Alvaro Espiritu Santo Raba
Since the beginning of time, human kind has evolved and grown around social experiences. Groups of cavemen worked together to hunt and collect food for the tribe, people gathered in festivals or carnivals to get acquainted and develop stronger social bonds. When communities or villages grew on numbers, their skills, tools and environments improved greatly. The pressure of more people put more pressure on resources, forcing our ancestors to devise cleverer ways to obtain food and materials for bond tool-making. (Wong, 94)
Nowadays, thing haven’t changed much. We still have social gatherings that serve as an information exchange. Whether we go to parties, dinners or other kind of events, human kind has the innate desire to talk with colleagues or friends and consume information. Concerning this gatherings, nothing stands out more as the famous “Water Cooler Talk” in the office.
Over small conversation of 10 to 15 minutes, people talk about their weekends; the activities they did or if they saw a particular TV show or even if they went to the movies. After all, for any kind of media to me successful it has to become a social experience; we need to tell others about it. Take for instance movies. Every weekend, people go to their local movie theater in order to enjoy two hours of entertainment, they want to have the experience of being transported elsewhere and feel part of those magical worlds.
Sometimes movies transcend or break through the conventional narrative standards. They want to have people talking, create enough buzz so people may return and buy another ticket in order to comprehend what certain symbols or images may refer to. People share their internal representations with others so with the help of others, so they can form an external representation of what something really meant. After all, a human mind becomes more powerful by its connection to a cultural network (Merlin Donald, 220)
In Christopher Nolan’s “Inception” (2010), a spinning top was used as a totem that could help us know if the characters were awake of if they were trapped in the dream world. In the movie’s final sequence, Leonardo DiCaprio arrives to reunite with his kids who haven’t seen him in a long time. He arrives home and starts spinning his “totem” on the kitchen table, before we can see if the totem falls (real world) or keeps spinning (dream world) the film fades to black and to the end credits.
This made people anxious for answers. They contacted friends, searched online for interpretations and try to see if someone had a concrete answer for that particular ending. Even today if you google “Inception spinning top meaning” you would get around 68,000 results. So as our ancestors did before us; we engaged in an cognitive activity to try to get some answers. We combined our internal representations with our groups external representations so we could unravel the mystery, this distributed cognition (L. Patel 334) led to different interpretations about the movie, but made ourselves question the narrative quality of cinema and the stories portrayed in the screen.
I mention the scene in Christopher Nolan’s “Inception” because it is a moment filled with visual metaphors, our hero has finally achieved inner peace at the end of a difficult journey. Cinema is well known for using visual and spoken metaphors to convey ideas across. Metaphors are not just a matter of language, but of thought and reason. (Lakoff, 192) Maybe traditional media can learn something from the way cinema uses this “layered” almost poetic language.
Even though cinema has more time to produce and prepare it’s content. Information can’t just be thrown out d without repercussions due to short production times. As communication professionals we have a responsibility to construct coherent, interesting yet elaborate messages that people can share with their peers or friends within these water-cooler conversations.
Communication can’t be seen now as a simple sender—message—-receiver. Media has to acknowledge that every message constructed has the opportunity to reach millions at the time instead of thousands through the power of conversation. Messages have to be constructed with a clear strategy in mind and as well as quality improvement through time. How we might share and consume media is important because they define our self-perception as individuals, communities or even as cities or countries. The Water Cooler has just gotten bigger so the responsibility for those who generate information for this talks has increased.
WORKS CITED
Zhang, Jiajie, and Vimla L. Patel. “Distributed Cognition, Representation, and Affordance.” Pragmatics & Cognition 14, no. 2 (July 2006): 333-341.
Kate Wong, “The Morning of the Modern Mind: Symbolic Culture.” Scientific American 292, no. 6 (June 2005): 86-95.
Merlin Donald, “Evolutionary Origins of the Social Brain,”from Social Brain Matters: Stances on the Neurobiology of Social Cognition, ed. Oscar Vilarroya, et al. Amsterdam: Rodophi, 2007.
George Lakoff, “Conceptual Metaphor.” Excerpt from Geeraerts, Dirk, ed. Cognitive Linguistics: Basic Readings. Berlin: Mouton de Gruyter, 2006.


■ Prompt:
All of the records below need to be copied exactly.

■ Given records:
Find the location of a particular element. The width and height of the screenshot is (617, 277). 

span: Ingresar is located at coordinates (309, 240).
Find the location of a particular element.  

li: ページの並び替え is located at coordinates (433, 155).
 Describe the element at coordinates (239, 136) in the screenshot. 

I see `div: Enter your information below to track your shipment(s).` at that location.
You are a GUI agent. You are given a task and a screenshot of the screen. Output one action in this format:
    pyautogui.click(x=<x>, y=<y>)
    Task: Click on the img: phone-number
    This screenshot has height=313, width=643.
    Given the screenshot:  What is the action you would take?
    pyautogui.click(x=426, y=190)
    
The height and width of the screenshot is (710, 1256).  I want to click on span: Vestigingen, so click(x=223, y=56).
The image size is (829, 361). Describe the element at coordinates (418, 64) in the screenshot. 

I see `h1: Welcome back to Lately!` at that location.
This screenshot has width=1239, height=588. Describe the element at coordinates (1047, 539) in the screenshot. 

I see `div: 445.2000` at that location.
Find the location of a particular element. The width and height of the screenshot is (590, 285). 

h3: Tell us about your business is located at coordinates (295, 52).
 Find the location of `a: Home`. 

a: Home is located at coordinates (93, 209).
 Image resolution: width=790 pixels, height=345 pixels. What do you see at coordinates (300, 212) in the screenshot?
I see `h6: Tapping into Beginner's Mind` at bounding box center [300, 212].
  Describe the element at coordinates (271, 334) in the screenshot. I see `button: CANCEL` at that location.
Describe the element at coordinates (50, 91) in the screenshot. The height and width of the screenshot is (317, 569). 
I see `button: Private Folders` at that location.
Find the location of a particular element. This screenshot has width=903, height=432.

■ Response to this exercise:
Find the location of a particular element. The width and height of the screenshot is (617, 277). 

span: Ingresar is located at coordinates (309, 240).
Find the location of a particular element.  

li: ページの並び替え is located at coordinates (433, 155).
 Describe the element at coordinates (239, 136) in the screenshot. 

I see `div: Enter your information below to track your shipment(s).` at that location.
You are a GUI agent. You are given a task and a screenshot of the screen. Output one action in this format:
    pyautogui.click(x=<x>, y=<y>)
    Task: Click on the img: phone-number
    This screenshot has height=313, width=643.
    Given the screenshot:  What is the action you would take?
    pyautogui.click(x=426, y=190)
    
The height and width of the screenshot is (710, 1256).  I want to click on span: Vestigingen, so click(x=223, y=56).
The image size is (829, 361). Describe the element at coordinates (418, 64) in the screenshot. 

I see `h1: Welcome back to Lately!` at that location.
This screenshot has width=1239, height=588. Describe the element at coordinates (1047, 539) in the screenshot. 

I see `div: 445.2000` at that location.
Find the location of a particular element. The width and height of the screenshot is (590, 285). 

h3: Tell us about your business is located at coordinates (295, 52).
 Find the location of `a: Home`. 

a: Home is located at coordinates (93, 209).
 Image resolution: width=790 pixels, height=345 pixels. What do you see at coordinates (300, 212) in the screenshot?
I see `h6: Tapping into Beginner's Mind` at bounding box center [300, 212].
  Describe the element at coordinates (271, 334) in the screenshot. I see `button: CANCEL` at that location.
Describe the element at coordinates (50, 91) in the screenshot. The height and width of the screenshot is (317, 569). 
I see `button: Private Folders` at that location.
Find the location of a particular element. This screenshot has width=903, height=432.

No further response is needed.